According to the 2012 Barnstable County Wildfire Preparedness Plan, 41.2 percent of the county’s land area is considered high risk.
The emergency preparedness director for Barnstable County, William Reilly III, confirmed that the 2012 plan is still the most current version but that the Cape Cod Cooperative Extension was “working on an update right now.”
While Massachusetts is not known for chronic wildfires like parts of the western U.S., state officials urged homeowners in June to take precautions against the threat of wildfires after a historic fire season last year.
“A year’s worth of acreage burned in a few weeks,” said Mass. Dept. of Fire Services Public Information Officer Jake Wark, who called the number of wildfires across the state last fall “unprecedented.” Reports of wildfires went up 1,200 percent last October and November when the state experienced a drought, according to the Mass. Bureau of Forest Fire Control and Forestry.
Over 50 percent of homes in Massachusetts are within a wildland-urban interface zone, according to the Mass. Dept. of Fire Services. That means “there are relatively few places where a significant outdoor fire won’t put people and property in danger,” said Wark.
More Burning Needed
Prescribed burns, or fires set on purpose during low-wind days to clear underbrush and other fuel, can greatly reduce the risk of wildfires, according to Eastham’s David Crary, the former fire management officer at the Cape Cod National Seashore.

“I always suggest that boutique burning happen, meaning many small burns,” said Crary. “Every week of the year — if you have the staff — get at least two acres burned. That’s 100 acres a year. If you do that for 10 years, that’s 1,000 acres — 1,000 acres of reduced fuels.”
In March, the National Seashore conducted its first significant prescribed fire since 2019, successfully burning 14 acres of underbrush on Fort Hill, as the Independent reported.
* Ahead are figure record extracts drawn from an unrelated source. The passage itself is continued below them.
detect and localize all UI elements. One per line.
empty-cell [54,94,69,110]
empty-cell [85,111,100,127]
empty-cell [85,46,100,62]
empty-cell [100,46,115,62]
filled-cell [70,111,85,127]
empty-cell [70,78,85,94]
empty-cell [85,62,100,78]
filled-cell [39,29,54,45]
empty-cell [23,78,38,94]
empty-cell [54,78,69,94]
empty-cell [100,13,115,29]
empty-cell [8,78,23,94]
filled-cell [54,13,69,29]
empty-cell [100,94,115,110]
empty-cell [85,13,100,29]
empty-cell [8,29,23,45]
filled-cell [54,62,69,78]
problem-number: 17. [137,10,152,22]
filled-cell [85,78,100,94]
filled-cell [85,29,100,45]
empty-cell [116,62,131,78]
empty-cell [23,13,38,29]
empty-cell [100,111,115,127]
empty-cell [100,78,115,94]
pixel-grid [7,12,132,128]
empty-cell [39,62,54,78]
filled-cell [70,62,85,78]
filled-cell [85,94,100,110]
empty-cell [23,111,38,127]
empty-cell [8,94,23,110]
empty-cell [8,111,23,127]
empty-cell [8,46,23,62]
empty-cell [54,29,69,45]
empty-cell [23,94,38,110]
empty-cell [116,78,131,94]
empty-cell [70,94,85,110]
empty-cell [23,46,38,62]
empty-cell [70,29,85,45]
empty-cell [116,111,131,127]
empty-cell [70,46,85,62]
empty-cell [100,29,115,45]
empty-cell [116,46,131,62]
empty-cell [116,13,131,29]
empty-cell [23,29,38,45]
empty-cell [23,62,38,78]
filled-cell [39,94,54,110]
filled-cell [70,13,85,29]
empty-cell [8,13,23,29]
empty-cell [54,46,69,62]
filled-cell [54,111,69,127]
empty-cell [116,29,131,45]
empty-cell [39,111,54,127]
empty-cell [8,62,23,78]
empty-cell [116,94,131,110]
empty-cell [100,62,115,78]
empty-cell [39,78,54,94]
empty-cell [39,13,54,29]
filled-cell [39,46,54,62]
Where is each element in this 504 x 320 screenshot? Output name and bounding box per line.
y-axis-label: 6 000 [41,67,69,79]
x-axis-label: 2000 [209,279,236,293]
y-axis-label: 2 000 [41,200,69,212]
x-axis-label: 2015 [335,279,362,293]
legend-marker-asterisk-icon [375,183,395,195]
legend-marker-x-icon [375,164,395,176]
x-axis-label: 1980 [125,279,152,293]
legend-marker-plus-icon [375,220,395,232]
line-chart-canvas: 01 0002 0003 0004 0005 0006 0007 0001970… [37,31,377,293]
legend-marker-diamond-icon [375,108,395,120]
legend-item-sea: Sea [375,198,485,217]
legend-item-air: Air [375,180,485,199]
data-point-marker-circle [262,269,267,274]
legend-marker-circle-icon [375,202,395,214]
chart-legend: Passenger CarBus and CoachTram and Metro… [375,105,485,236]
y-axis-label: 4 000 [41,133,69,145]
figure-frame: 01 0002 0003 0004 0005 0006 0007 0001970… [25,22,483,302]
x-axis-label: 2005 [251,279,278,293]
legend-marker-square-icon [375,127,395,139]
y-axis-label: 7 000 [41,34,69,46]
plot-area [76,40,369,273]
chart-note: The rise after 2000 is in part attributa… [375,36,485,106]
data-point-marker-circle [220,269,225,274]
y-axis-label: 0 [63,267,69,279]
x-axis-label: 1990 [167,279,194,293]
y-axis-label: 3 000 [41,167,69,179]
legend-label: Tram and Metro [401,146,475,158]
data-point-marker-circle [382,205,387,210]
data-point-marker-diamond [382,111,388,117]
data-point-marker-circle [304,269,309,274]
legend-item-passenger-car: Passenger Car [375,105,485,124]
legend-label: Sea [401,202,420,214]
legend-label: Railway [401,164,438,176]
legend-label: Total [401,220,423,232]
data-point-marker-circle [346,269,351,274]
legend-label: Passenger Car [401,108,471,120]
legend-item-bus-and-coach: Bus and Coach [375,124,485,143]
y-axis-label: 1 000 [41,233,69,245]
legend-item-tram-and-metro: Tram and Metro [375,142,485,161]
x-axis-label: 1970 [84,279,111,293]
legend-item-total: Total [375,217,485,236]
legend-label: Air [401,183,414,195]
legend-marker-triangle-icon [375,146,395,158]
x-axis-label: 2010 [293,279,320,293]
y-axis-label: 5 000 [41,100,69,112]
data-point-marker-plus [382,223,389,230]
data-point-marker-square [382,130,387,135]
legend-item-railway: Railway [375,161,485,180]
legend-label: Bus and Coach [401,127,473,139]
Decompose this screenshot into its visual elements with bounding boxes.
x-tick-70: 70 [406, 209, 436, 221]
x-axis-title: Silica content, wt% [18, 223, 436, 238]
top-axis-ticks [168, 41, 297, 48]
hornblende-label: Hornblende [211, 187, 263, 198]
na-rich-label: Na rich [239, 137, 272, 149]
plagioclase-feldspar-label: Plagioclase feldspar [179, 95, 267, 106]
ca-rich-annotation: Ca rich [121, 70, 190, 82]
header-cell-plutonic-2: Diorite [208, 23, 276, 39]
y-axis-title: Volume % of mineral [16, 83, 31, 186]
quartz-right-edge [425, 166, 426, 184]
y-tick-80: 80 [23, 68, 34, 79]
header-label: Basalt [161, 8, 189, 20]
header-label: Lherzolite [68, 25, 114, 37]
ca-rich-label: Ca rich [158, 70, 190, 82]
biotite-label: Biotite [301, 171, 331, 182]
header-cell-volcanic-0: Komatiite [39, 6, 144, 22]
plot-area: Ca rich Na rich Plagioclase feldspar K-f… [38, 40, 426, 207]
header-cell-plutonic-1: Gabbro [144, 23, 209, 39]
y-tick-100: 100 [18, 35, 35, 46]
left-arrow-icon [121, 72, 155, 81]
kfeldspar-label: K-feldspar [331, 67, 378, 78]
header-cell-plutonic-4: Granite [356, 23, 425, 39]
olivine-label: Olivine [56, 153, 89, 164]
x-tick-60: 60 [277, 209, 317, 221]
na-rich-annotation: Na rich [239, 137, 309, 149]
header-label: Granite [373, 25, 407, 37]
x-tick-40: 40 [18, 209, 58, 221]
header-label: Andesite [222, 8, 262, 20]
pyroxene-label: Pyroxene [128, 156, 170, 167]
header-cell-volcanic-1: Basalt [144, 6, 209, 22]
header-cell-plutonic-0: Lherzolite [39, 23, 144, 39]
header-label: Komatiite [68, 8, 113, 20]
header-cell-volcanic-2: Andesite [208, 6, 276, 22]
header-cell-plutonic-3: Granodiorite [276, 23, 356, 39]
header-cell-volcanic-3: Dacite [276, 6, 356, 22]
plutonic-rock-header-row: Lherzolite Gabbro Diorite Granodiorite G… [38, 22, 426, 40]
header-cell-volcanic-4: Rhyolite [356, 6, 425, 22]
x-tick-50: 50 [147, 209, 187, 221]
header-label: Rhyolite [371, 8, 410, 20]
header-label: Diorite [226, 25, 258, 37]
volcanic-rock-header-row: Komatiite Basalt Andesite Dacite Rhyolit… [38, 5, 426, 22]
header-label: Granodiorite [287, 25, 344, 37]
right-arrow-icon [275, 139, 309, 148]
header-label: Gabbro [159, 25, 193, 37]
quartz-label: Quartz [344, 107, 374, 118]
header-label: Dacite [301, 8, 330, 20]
At that time, Deputy Seashore Supt. Leslie Reynolds told the Independent that the Park was having trouble filling Crary’s job, which it first posted in April 2024, because the cost of living on the Cape was a challenge. Then, a January 2025 federal hiring freeze, since only partially lifted, further destabilized hiring plans across the Park Service, according to the National Parks Conservation Association.
The fire management officer position is no longer a job at the Seashore because fire management is a “zoned” program. French told the Independent that the job is now based at Acadia National Park in Maine, where it is “in the process of being filled.”
“You have a lot of land out there that hasn’t had any fire, no prescribed burns, no natural fire, no mechanical thinning,” said Schifone. “There’s so much work out there that there needs to be some sort of a public-private partnership.”
According to French, the “Cape Cod National Seashore continues to focus heavily on alternative methods other than prescribed fire to manage fuel loads. This includes mowing, cutting, chipping of brush, and removing fuels from areas.”